I am alone up here, except for my mum
whose idea this was, and who doesn’t like being called mum.
She is at the piano, across the stage, halfway
across the known world.
This is her holiday: three weeks
away from home (where there are beaches, and friends)
in a flood-prone Gondwanan valley
named for a Scottish island,

at the Eisteddfod.
I am barefoot, and carrying a big basket.
I am supposed to sing.
‘Wha’ll buy ma caller herrin,
new drawn frae the Forth?’
I am also supposed to win.

What is ‘caller’? Where is the ‘Forth’?

Outside, the sun beats its drum,
the footpath scalds your feet, rosellas gossip,
the currawong sings his beautiful deadly song.

As instructed, i sing.
The piano is out of tune, i think, or at least
not as sweet as our upright.

Out there in the half-dark, people
clap noisily at the last note.
The tide of sound frightens me, then lifts me up,
tosses me in a blanket of excitement.
Mum, i ask, forgetting, when can we do this again?

Mandy Macdonald


 

 

Contrition

You never knew
why I disappeared
among emeralds, lapis, and sweet paprika
you consumed
kid soft handbags
and assumed I would follow
while you browsed
……………But my curiosity was aroused
……………by high piled sandbags
……………forewarning hostilities
…………..an escaping songbird
…………..sing of new possibilities
You blamed the crowd
for your child misplaced
or my small years
for your disgrace
I’ve often wondered how long
……………it took you
……………………….to notice
……………………………………the me-shaped space?
since you demanded contrition
and to make reparation
I said…..Sorry
but if I’m honest
that’s not true
I ran off
– I chose to
‘cause that day
I’d had enough
of you

Marie-Therese Taylor


 


Loss

Heavy-lidded, half-awake, I remember the wooden yacht
dune-beached above the sheltered spot where mother

spread her tartan rug across the burning sand. Turn back!
I beg my father, unaware I’ve slept for miles, am nearly home.

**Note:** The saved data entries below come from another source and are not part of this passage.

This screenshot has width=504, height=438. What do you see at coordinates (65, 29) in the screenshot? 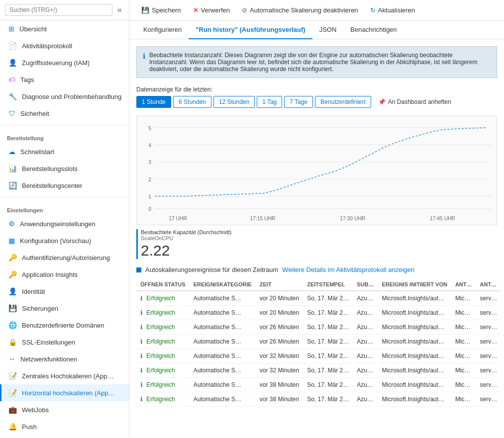
I see `sidebar-item-overview: ⊞ Übersicht` at bounding box center [65, 29].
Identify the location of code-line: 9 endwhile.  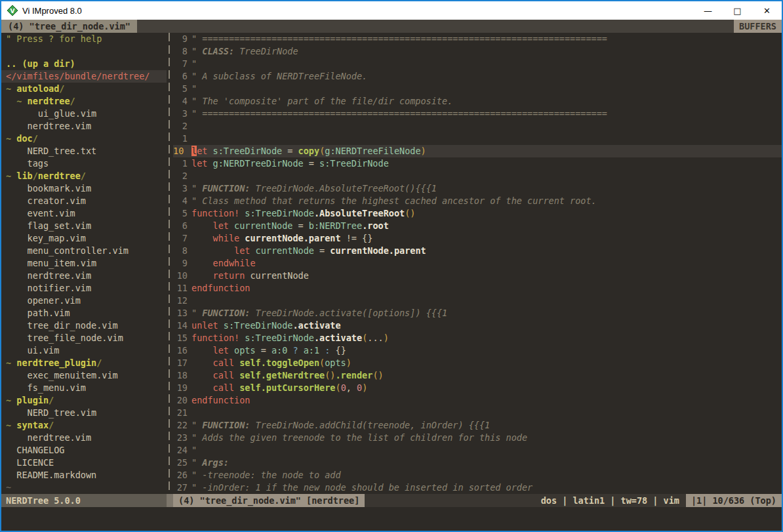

It’s just a boat, we’ll buy another. But I weep for my Aurora,
her blue and scarlet keel, her hull the depth of my cupped hand.

Thirty years, another coastal town, and I recall this shape of loss.
My tiny daughter, fingers clutched around her empty cone,

the vanilla globe already melting on the tarmac. I offer mine.
She turns away and points. I want that one, she keens. That’s mine.